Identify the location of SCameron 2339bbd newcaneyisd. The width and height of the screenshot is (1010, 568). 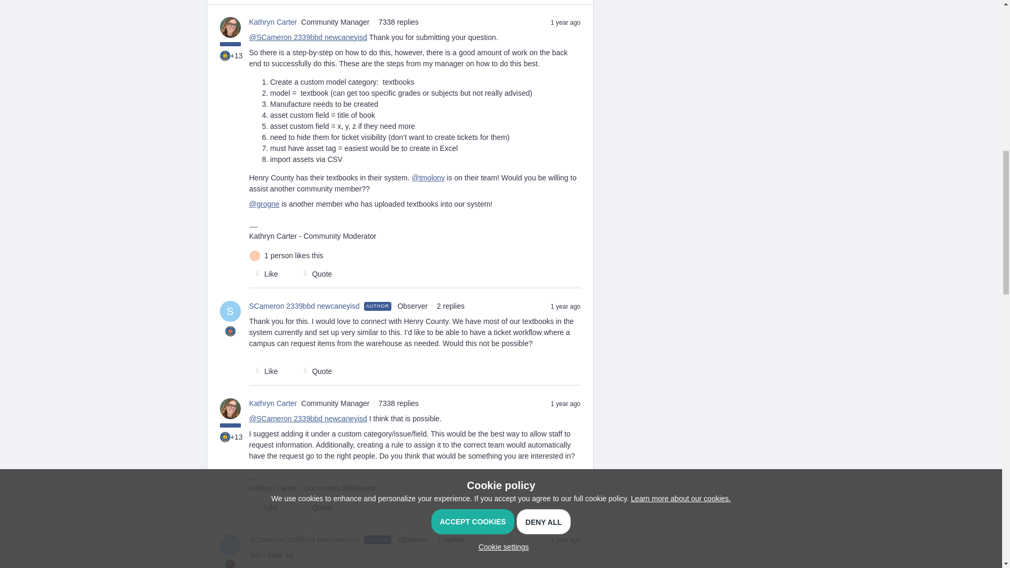
(304, 306).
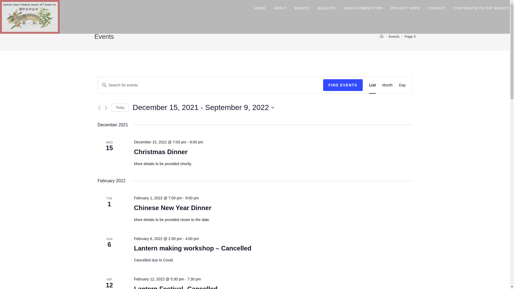 This screenshot has width=514, height=289. Describe the element at coordinates (106, 108) in the screenshot. I see `Next Events` at that location.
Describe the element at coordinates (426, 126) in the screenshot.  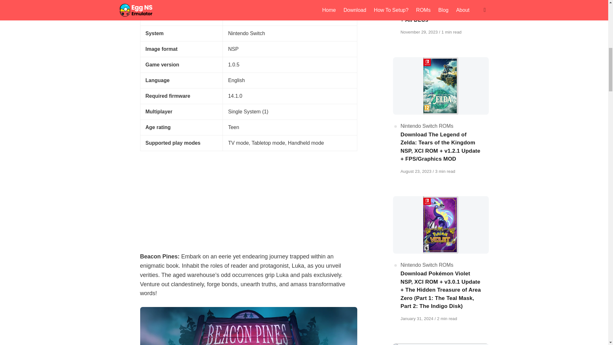
I see `Nintendo Switch ROMs` at that location.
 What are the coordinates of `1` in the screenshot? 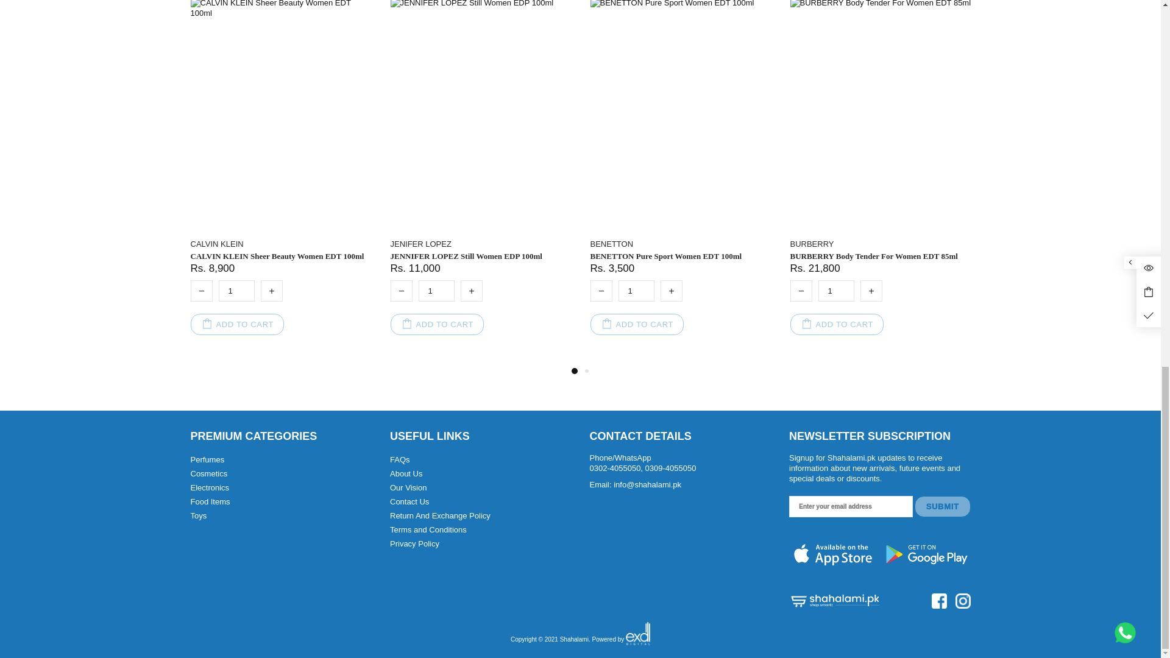 It's located at (836, 291).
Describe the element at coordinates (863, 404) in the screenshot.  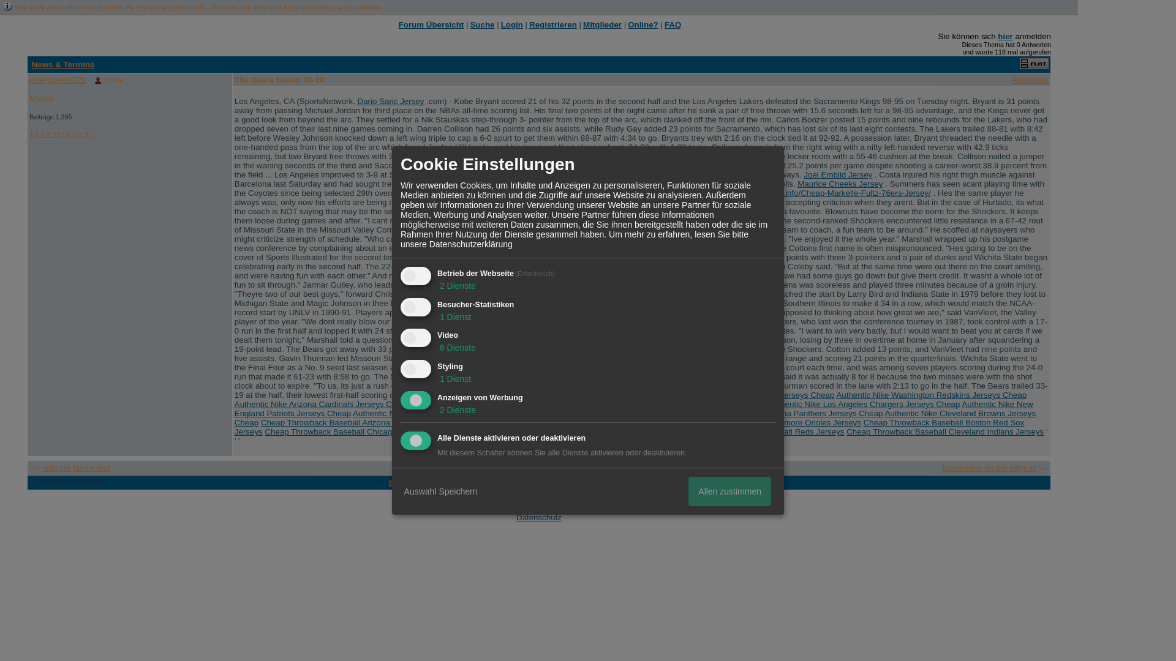
I see `Authentic Nike Los Angeles Chargers Jerseys Cheap` at that location.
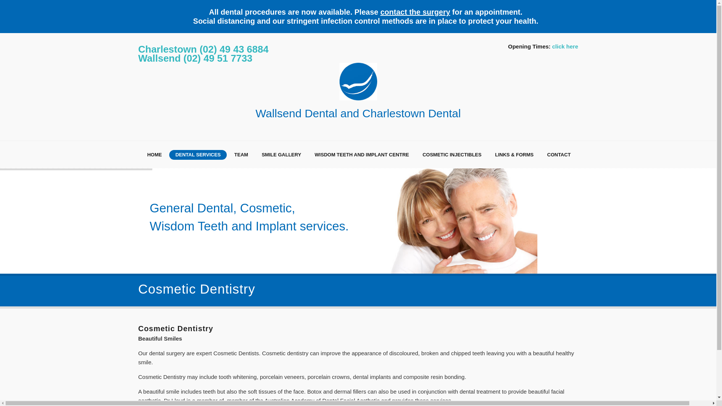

_Your assignment_
Could you transcribe exactly the lines from the line containing "Describe the element at coordinates (863, 404)" through the final line of the records, both included, and nothing beyond them? The pictures should be left out.

_Solution_
Describe the element at coordinates (863, 404) in the screenshot.  
I see `Authentic Nike Los Angeles Chargers Jerseys Cheap` at that location.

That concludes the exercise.